Judd: The first time I had sex, it was a ski trip senior year.

Jeff: High school? See, you’re way more advanced than me.

Judd: Yeah. It was, you know, brief. And then afterwards, as a joke, I said, “Was it good for you, too?” And she said, “Well, I guess it’ll get better.”

Jeff: She was a girl you were dating.

Judd: Yes.

Jeff: Did she hang around to see if it got better or was that it?

Judd: She found out that it was not going to get better for about six months or so. She tested it out.

Jeff: I loved the way you said six months or so. You were a slow learner.

Judd: Well, because that’s, like, a first love, someone you’ve done everything for the first time with. The two of you had this experience that this is what sex is, the way we do it, and then I think she just went off to college and went, Oh, we’ve done it all wrong the whole time.

Jeff: My high school years were filled with unrequited love. One after the other. I was the guy the girls talked to about the guy that they’re fucking who is an asshole. I was the guy they talked to about that.

Judd: I mainly had that, too. Most of the time that was the situation. I don’t have many road sex stories, either, because I was very uncomfortable with that. But I remember being out on the road—my first road sex story—in San Luis Obispo at some comedy club opening up for Rick Wright.

Jeff: I remember him.

Judd: And this nurse hit on me.

Jeff: Was she wearing her nurse outfit?

Judd: No, but she was very nursy.

Jeff: She showed nursing qualities?

Judd: Yeah, and I’m at the club in the hotel. It’s like the perfect setup. And I thought, Well, I should do this. So we went back to my room.

Jeff: What were you? Like, nineteen? Twenty?

Judd: I was twenty years old, and I’ll tell you how long the sex was. Okay, ready, and…we’re done. And I think, Well, I’m young. We’ll just have sex again and the second time will be better. And…we’re done. And I remember the look in her eyes, the shame. Like, Why am I fucking this boy? Who can’t even fuck me correctly? I’m very embarrassed and I remember sitting in bed and watching, on television, while I was praying for a third shot—Jo Jo Dancer, Your Life Is Calling was on cable with Richard Pryor. And it was terrible.

Jeff: You didn’t like it?

Judd: It was terrible. It’s the kind of thing that puts you on your heels.

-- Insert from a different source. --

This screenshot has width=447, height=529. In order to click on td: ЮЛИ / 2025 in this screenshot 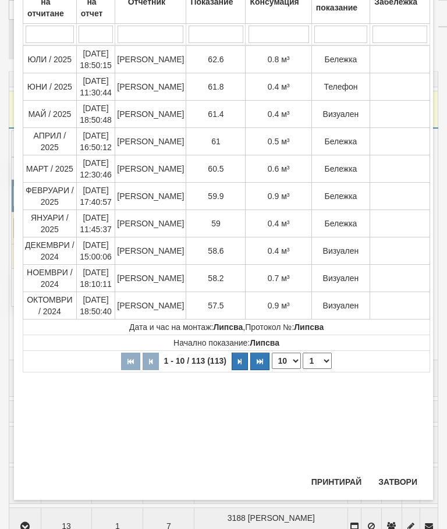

Jeff: You didn’t like the movie, you mean?

Judd: No, the sex.

Jeff: Oh, okay, because I got the indication that you didn’t like Jo Jo Dancer, Your Life Is Calling.

Judd: Well, there is—

Jeff: It’s not great. But there’s good stuff in it. And it’s Pryor playing himself, which is awesome.

Judd: I need to watch it again. But did you ever become the guy trying to get laid after the show?

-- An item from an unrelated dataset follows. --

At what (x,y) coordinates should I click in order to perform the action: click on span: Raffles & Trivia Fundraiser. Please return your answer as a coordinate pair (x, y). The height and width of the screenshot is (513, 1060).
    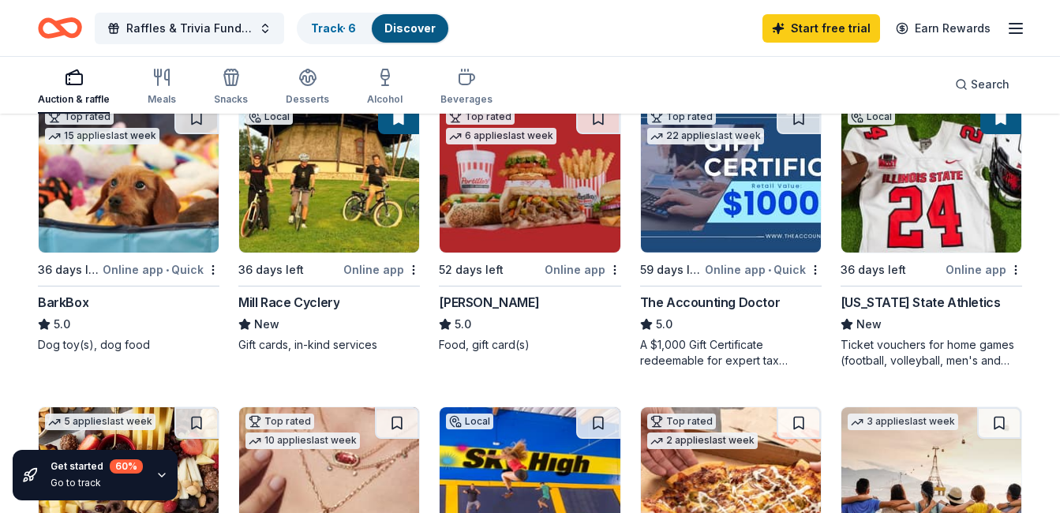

Jeff: You know the answer to this one. We were on the road together a lot as young comics. No fucking way did that ever happen to me.

Judd: How many times did you get laid on the road?

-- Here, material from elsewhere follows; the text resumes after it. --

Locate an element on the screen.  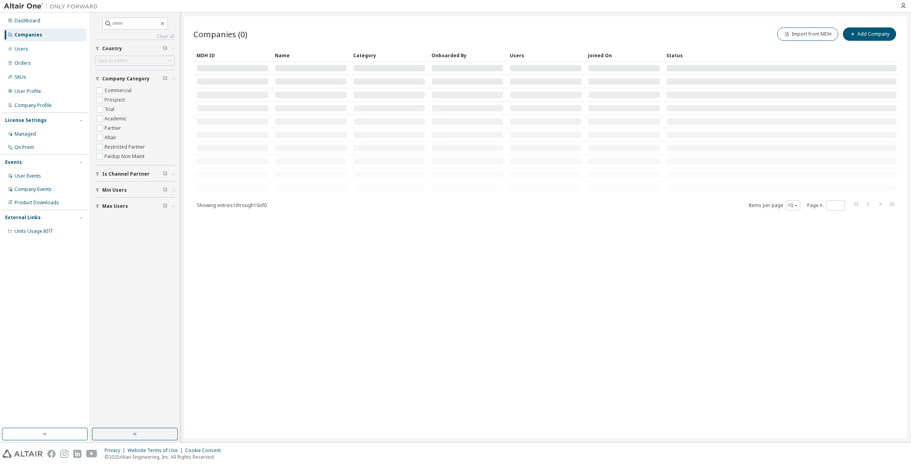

Jeff: I have someone who keeps track of that for me. Unfortunately they’re not here tonight. Otherwise I could—I’m guessing, I mean, I can think of two. In twenty-nine years.

Judd: It takes a lot to be a road comic and not get laid.

Jeff: Yeah, it does. Because you’re surrounded by it. You’re surrounded by girls who would fuck you under normal—if you knew what you were doing. Anyway. You have two children, and you don’t want another kid, do you? I’m too tired.

Judd: I have two girls and I think it feels like the right amount with the potential of a very dangerous foster child in my future.

Jeff: Your daughters, by the way, are so adorable, and talented. When you sit down to write a movie, are you thinking, I’ve got to have them in it, or do you start writing and they pop up?

Judd: I just don’t like other people’s kids and I don’t want to be around other people’s kids.

Jeff: Let’s take a step back for a second.

Judd: Yeah.

Jeff: Okay. Young actors—kid actors—are, for the most part, so frightening. A couple things happen: Number one, the parents come with them. And they’re always scary. It’s all about them, really. It’s like parents of Little League kids—you know how they overcompensate and all that. That’s how it is with stage moms. I’ve had times when a seven-year-old goes, “Oh, I saw your show last night.” “Curb Your Enthusiasm?” “Yeah.” And then the mother goes, “He loves it.” Wow. My younger one is eleven and still has never seen it. He won’t see it for a while, either.